Concrete-pumping behemoth quietly operates out of Denver, expands in United Kingdom
Brundage-Bone, which operates in 80 cities across the country, has been based in Denver since 1983.
When Dale Bone and Jack Brundage started their concrete pumping service in Denver in 1983, they had two pumps, and Bone’s nephew was their only employee. But the young businessmen had a taste for acquisitions, and they began expanding beyond Colorado almost immediately.
The growth continued over more than three decades, and despite a rough patch that came with the Great Recession, Brundage-Bone today calls itself the largest concrete pumping company in the world. The Denver Post was unable to confirm this claim, but Brundage-Bone is certainly big and expanding internationally, and its appetite hasn’t diminished.
The company has more than $200 million in revenue and nearly 1,000 employees, said chief executive Bruce Young. It operates in 20 states and 80 cities across the country. The company has been making acquisitions in the United Kingdom, and in June expanded its reach there when it bought St. Helens, England-based Reilly Concrete Pumping, bringing Brundage-Bone’s market share in the U.K. to 30 percent. It’s in every U.K. country but Northern Ireland.
Brundage-Bone laid down the concrete for the Pepsi Center, Coors Field, Mile High Stadium, Denver International Airport and high-rises across metro Denver. Fifty-five percent of Brundage-Bone’s business comes from commercial projects, Young said.
The company expanded quickly in the early days, Bone said. A year after its founding, Brundage-Bone expanded its operation into Dallas. The following year, it had acquired a concrete pumping company in Seattle. The company would continue to make acquisitions like these in the coming decades, extending their reach across the Southwest and West Coast.
Bone, now 74, retired in 2008. He attributed taking risks on new concrete pumping technologies like the crane-like boom pump as one of the biggest factors of Brundage-Bone’s growth.
“When we first started concrete pumping, using boom pumps was just starting to be a more accepted system,” Bone said. “At that time no more than 20 percent of the concrete being laid down was being moved that way. Today, it’s probably somewhere between 75 and 80 percent. It’s so much faster and more efficient. We put everything on the line, and we grew so fast because we put it out there.”
Before pumps were commonplace, concrete placing companies were moving concrete through wheelbarrows and motorized buggies, Bone said. They could move a yard of concrete in two to three minutes. With boom pumps, it’s exponentially faster.
Bone also said Brundage-Bone’s loyal team greatly affected its expansion. Many workers have been with the company for 30 years, he said. Young has been with Brundage-Bone since 1985.
ittle about the company’s headquarters just off East 64th Street, about 5 miles north of downtown, gives away its size. Aside from a few large trucks parked behind the building, each one equipped with an equally large orange boom pump on its back, there’s nothing out of the ordinary.
“We’re a very small part of a project; concrete pumping could be a 1 percent cost of the project. We’re probably not that well known, but the importance of what we do is that we’re the go between the concrete truck and the finishing crew,” Young said. “If our function fails, the rest of the project doesn’t happen.”
Although Brundage-Bone continues to grow — Young said the company plans to extend its reach in the South in the coming years — it took a major hit during the recession. The company filed for Chapter 11 bankruptcy and was bought out by a Los Angeles-based investment company in 2014.
“I never doubted the company would make it through that and come out stronger,” Young said. “It created more discipline for us than anything we’d been through, and it actually made us a better business.”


### What you have to do
Every line of the listing should be retyped exactly, but none of the pictures should be.

(Data shown begins)

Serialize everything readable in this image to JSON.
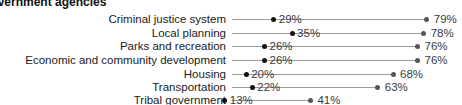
{
  "chart_data": {
    "type": "dumbbell",
    "title": "Government agencies",
    "categories": [
      "Criminal justice system",
      "Local planning",
      "Parks and recreation",
      "Economic and community development",
      "Housing",
      "Transportation",
      "Tribal government"
    ],
    "series": [
      {
        "name": "Low",
        "color": "#111111",
        "values": [
          29,
          35,
          26,
          26,
          20,
          22,
          13
        ],
        "labels": [
          "29%",
          "35%",
          "26%",
          "26%",
          "20%",
          "22%",
          "13%"
        ]
      },
      {
        "name": "High",
        "color": "#555555",
        "values": [
          79,
          78,
          76,
          76,
          68,
          63,
          41
        ],
        "labels": [
          "79%",
          "78%",
          "76%",
          "76%",
          "68%",
          "63%",
          "41%"
        ]
      }
    ],
    "xlabel": "",
    "ylabel": "",
    "xlim": [
      0,
      100
    ],
    "grid": false,
    "legend": "none"
  }
}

(Data shown ends)

### Exercise answer
Serialize everything readable in this image to JSON.
{
  "chart_data": {
    "type": "dumbbell",
    "title": "Government agencies",
    "categories": [
      "Criminal justice system",
      "Local planning",
      "Parks and recreation",
      "Economic and community development",
      "Housing",
      "Transportation",
      "Tribal government"
    ],
    "series": [
      {
        "name": "Low",
        "color": "#111111",
        "values": [
          29,
          35,
          26,
          26,
          20,
          22,
          13
        ],
        "labels": [
          "29%",
          "35%",
          "26%",
          "26%",
          "20%",
          "22%",
          "13%"
        ]
      },
      {
        "name": "High",
        "color": "#555555",
        "values": [
          79,
          78,
          76,
          76,
          68,
          63,
          41
        ],
        "labels": [
          "79%",
          "78%",
          "76%",
          "76%",
          "68%",
          "63%",
          "41%"
        ]
      }
    ],
    "xlabel": "",
    "ylabel": "",
    "xlim": [
      0,
      100
    ],
    "grid": false,
    "legend": "none"
  }
}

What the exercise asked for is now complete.